In the world of software development, the siren song of a "quick script" is all too familiar. A small task comes up—syncing data, sending a report, provisioning a user—and a developer whips up a script to handle it. Problem solved. But is it?
Weeks later, that script breaks. The API it calls has changed. A new edge case appears. The original developer is on vacation. What was a "quick fix" now becomes a time-consuming-fire-drill, pulling valuable engineering resources away from core product work. This cycle of building brittle, monolithic automations is a silent killer of productivity. It’s a tax paid in developer hours, frustration, and technical debt.
What if we could fundamentally change this dynamic? The solution lies in shifting a single, core assumption: instead of building monolithic scripts, we should be building reusable, composable, atomic actions. This is the foundational principle behind the .do platform, turning your business logic into scalable, programmable building blocks.
Think of building a complex system with LEGOs versus carving it from a single block of wood. The latter might work, but any change, mistake, or addition requires re-carving the entire block. The LEGO approach lets you build, combine, and swap individual pieces with ease.
In our world, those LEGOs are atomic actions.
An atomic action is the smallest, indivisible unit of work in a workflow. It's a self-contained, executable task designed to do one thing and do it well.
Examples include:
By breaking down complex processes into these granular units, you gain immense power. Each action becomes a reusable, independently testable, and versionable component of your entire operational stack.
Talk is cheap. Let's see what an atomic action looks like in practice on the .do platform. Here’s how you would define a simple, yet crucial, action to send a welcome email using our TypeScript SDK:
import { Action } from '@do-co/agent';
// Define a new atomic action to send a welcome email
const sendWelcomeEmail = new Action('send-welcome-email', {
title: 'Send Welcome Email',
description: 'Sends a standardized welcome email to a new user.',
input: {
to: { type: 'string', required: true },
name: { type: 'string', required: true },
},
async handler({ to, name }) {
console.log(`Sending email to ${to}...`);
// Actual email sending logic (e.g., using an SMTP service) would go here
const message = `Welcome to the platform, ${name}!`;
console.log(message);
return { success: true, messageId: `msg_${Date.now()}` };
},
});
// Execute the action with specific inputs
const result = await sendWelcomeEmail.run({
to: 'new.user@example.com',
name: 'Alex',
});
console.log(result);
Let's break down what makes this so powerful:
Adopting this model isn't just an engineering exercise; it's a strategic investment with a clear and compounding return.
Drastically Reduced Development Time: Once the send-welcome-email action is defined, it never needs to be written again. Your "New User Onboarding" workflow can use it. Your "Re-engagement Campaign" can use it. Your "Admin Manual Add" process can use it. You write it once and reuse it everywhere.
Simplified Debugging and Maintenance: When a user onboarding process fails, you don't have to trace through a 500-line script. The system tells you the send-welcome-email action failed with a specific error. You know exactly where to look, reducing mean time to resolution (MTTR) from hours to minutes.
Unmatched Scalability and Reliability: Each action is an independent unit. You can deploy updates to one action without affecting others. You can monitor, log, and set alerts on an action-by-action basis. This granular control is impossible with monolithic scripts.
True "Business as Code": The most powerful aspect is transforming your unique business operations into these programmable building blocks. You're not just limited to generic tasks. You can create your own custom actions for logic that is entirely unique to your company, like calculate-user-churn-risk or provision-project-resources.
It's crucial to understand the relationship between a part and the whole. Actions are the individual steps, while workflows are the orchestration of multiple actions.
A complex New User Onboarding workflow isn't one giant script. It’s a sequence of simple, reusable actions:
By composing workflows from atomic actions, you build systems that are flexible, easy to understand, and resilient to change. Swapping out your CRM? Just update the add-user-to-crm action. The rest of the workflow remains untouched.
This is the future of agentic workflows: intelligent systems built on a foundation of robust, reliable, and discrete tasks.
Stop paying the tax of brittle scripts. Start investing in a library of reusable, atomic actions that capture your business logic. This is how you reclaim developer hours, build more reliable systems, and scale your operations with confidence.
Ready to stop writing boilerplate? Define your first atomic action on the .do platform and build the future of your automated workflows.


ASSIGNED TASK:
Entries follow. Return each line that contains the word "with".

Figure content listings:
■ ■ ■ ■ ■ ■ ■
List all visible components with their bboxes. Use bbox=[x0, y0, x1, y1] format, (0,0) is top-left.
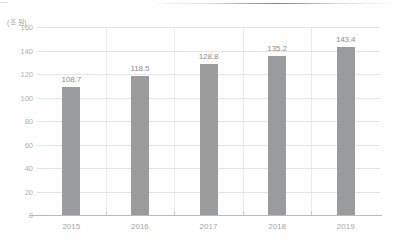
scan-artifact-line-left bbox=[0, 2, 8, 3]
bar bbox=[337, 47, 355, 215]
category-separator bbox=[243, 27, 244, 215]
x-axis-tick-label: 2018 bbox=[268, 222, 286, 231]
x-axis-line bbox=[30, 215, 382, 216]
bar bbox=[200, 64, 218, 215]
bar-value-label: 128.8 bbox=[199, 52, 219, 61]
x-axis-tick-label: 2019 bbox=[337, 222, 355, 231]
plot-area: 108.7118.5128.8135.2143.4 bbox=[37, 27, 380, 215]
y-axis-tick-label: 160 bbox=[7, 23, 33, 32]
x-axis-tick-mark bbox=[311, 211, 312, 215]
x-axis-tick-mark bbox=[243, 211, 244, 215]
x-axis-tick-label: 2016 bbox=[131, 222, 149, 231]
scan-artifact-line bbox=[150, 3, 395, 4]
gridline bbox=[37, 27, 380, 28]
bar-value-label: 108.7 bbox=[62, 75, 82, 84]
y-axis-tick-label: 120 bbox=[7, 70, 33, 79]
bar-value-label: 143.4 bbox=[336, 35, 356, 44]
bar bbox=[131, 76, 149, 215]
y-axis-tick-label: 80 bbox=[7, 117, 33, 126]
category-separator bbox=[174, 27, 175, 215]
y-axis-tick-label: 60 bbox=[7, 140, 33, 149]
y-axis-tick-labels: 160140120100806040200 bbox=[5, 27, 33, 215]
x-axis-tick-label: 2015 bbox=[62, 222, 80, 231]
chart-screenshot: (조 원) 160140120100806040200 108.7118.512… bbox=[0, 0, 395, 248]
bar-value-label: 118.5 bbox=[130, 64, 149, 73]
x-axis-tick-mark bbox=[106, 211, 107, 215]
bar-value-label: 135.2 bbox=[267, 44, 287, 53]
bar bbox=[62, 87, 80, 215]
bar bbox=[268, 56, 286, 215]
category-separator bbox=[106, 27, 107, 215]
y-axis-tick-label: 40 bbox=[7, 164, 33, 173]
x-axis-tick-label: 2017 bbox=[200, 222, 218, 231]
y-axis-tick-label: 20 bbox=[7, 187, 33, 196]
category-separator bbox=[311, 27, 312, 215]
y-axis-tick-label: 100 bbox=[7, 93, 33, 102]
x-axis-tick-mark bbox=[174, 211, 175, 215]
y-axis-tick-label: 140 bbox=[7, 46, 33, 55]
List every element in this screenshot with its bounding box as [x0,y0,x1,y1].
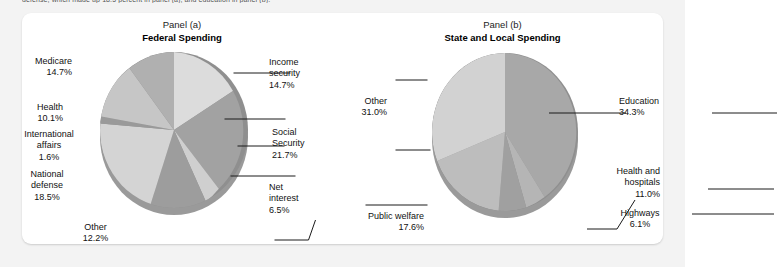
panel-state-and-local-spending: Panel (b) State and Local Spending [342,13,663,244]
callout-income-security-line-1: security [269,68,329,79]
callout-national-defense-line-0: National [25,169,69,180]
callout-medicare: Medicare 14.7% [24,56,72,79]
callout-other-state-local-line-0: Other [342,96,387,107]
callout-health-line-0: Health [24,102,63,113]
pie-chart-state-and-local-spending [429,50,581,225]
callout-national-defense-line-2: 18.5% [25,192,69,203]
callout-social-security-line-1: Security [272,138,332,149]
callout-health-line-1: 10.1% [24,113,63,124]
callout-national-defense: National defense 18.5% [25,169,69,203]
panel-a-title: Federal Spending [22,32,342,43]
callout-international-affairs: International affairs 1.6% [22,129,76,163]
callout-health-and-hospitals-line-0: Health and [592,166,660,177]
callout-other-federal-line-0: Other [77,222,114,233]
callout-other-state-local: Other 31.0% [342,96,387,119]
callout-highways: Highways 6.1% [616,208,664,231]
callout-education-line-1: 34.3% [619,107,681,118]
callout-medicare-line-1: 14.7% [24,67,72,78]
panel-a-label: Panel (a) [22,19,342,30]
callout-national-defense-line-1: defense [25,180,69,191]
pie-b-svg [429,50,581,225]
chart-card: Panel (a) Federal Spending [22,13,663,244]
callout-health-and-hospitals: Health and hospitals 11.0% [592,166,660,200]
pie-a-svg [98,50,250,220]
callout-other-state-local-line-1: 31.0% [342,107,387,118]
panel-b-label: Panel (b) [342,19,663,30]
callout-social-security-line-0: Social [272,127,332,138]
callout-public-welfare-line-0: Public welfare [342,211,424,222]
caption-fragment: defense, which made up 18.5 percent in p… [22,0,442,3]
callout-highways-line-0: Highways [616,208,664,219]
callout-education: Education 34.3% [619,96,681,119]
panel-federal-spending: Panel (a) Federal Spending [22,13,342,244]
callout-public-welfare: Public welfare 17.6% [342,211,424,234]
pie-chart-federal-spending [98,50,250,220]
callout-net-interest: Net interest 6.5% [269,182,329,216]
callout-highways-line-1: 6.1% [616,219,664,230]
callout-other-federal: Other 12.2% [77,222,114,245]
callout-international-affairs-line-0: International [22,129,76,140]
callout-health-and-hospitals-line-2: 11.0% [592,189,660,200]
callout-health-and-hospitals-line-1: hospitals [592,177,660,188]
panel-b-title: State and Local Spending [342,32,663,43]
callout-income-security: Income security 14.7% [269,57,329,91]
callout-other-federal-line-1: 12.2% [77,233,114,244]
callout-social-security: Social Security 21.7% [272,127,332,161]
callout-income-security-line-0: Income [269,57,329,68]
leader-other [275,220,316,240]
callout-net-interest-line-0: Net [269,182,329,193]
callout-medicare-line-0: Medicare [24,56,72,67]
callout-public-welfare-line-1: 17.6% [342,222,424,233]
callout-health: Health 10.1% [24,102,63,125]
callout-social-security-line-2: 21.7% [272,150,332,161]
callout-international-affairs-line-2: 1.6% [22,152,76,163]
callout-net-interest-line-2: 6.5% [269,205,329,216]
callout-education-line-0: Education [619,96,681,107]
callout-net-interest-line-1: interest [269,193,329,204]
pie-b-slices [432,53,576,211]
callout-income-security-line-2: 14.7% [269,80,329,91]
callout-international-affairs-line-1: affairs [22,140,76,151]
■ ■ ■ ■ ■ ■ ■
TASK ANSWER:
List all visible components with their bboxes. Use bbox=[x0, y0, x1, y1] format, (0,0) is top-left.
List every element in this screenshot with its bounding box as [x0,y0,x1,y1].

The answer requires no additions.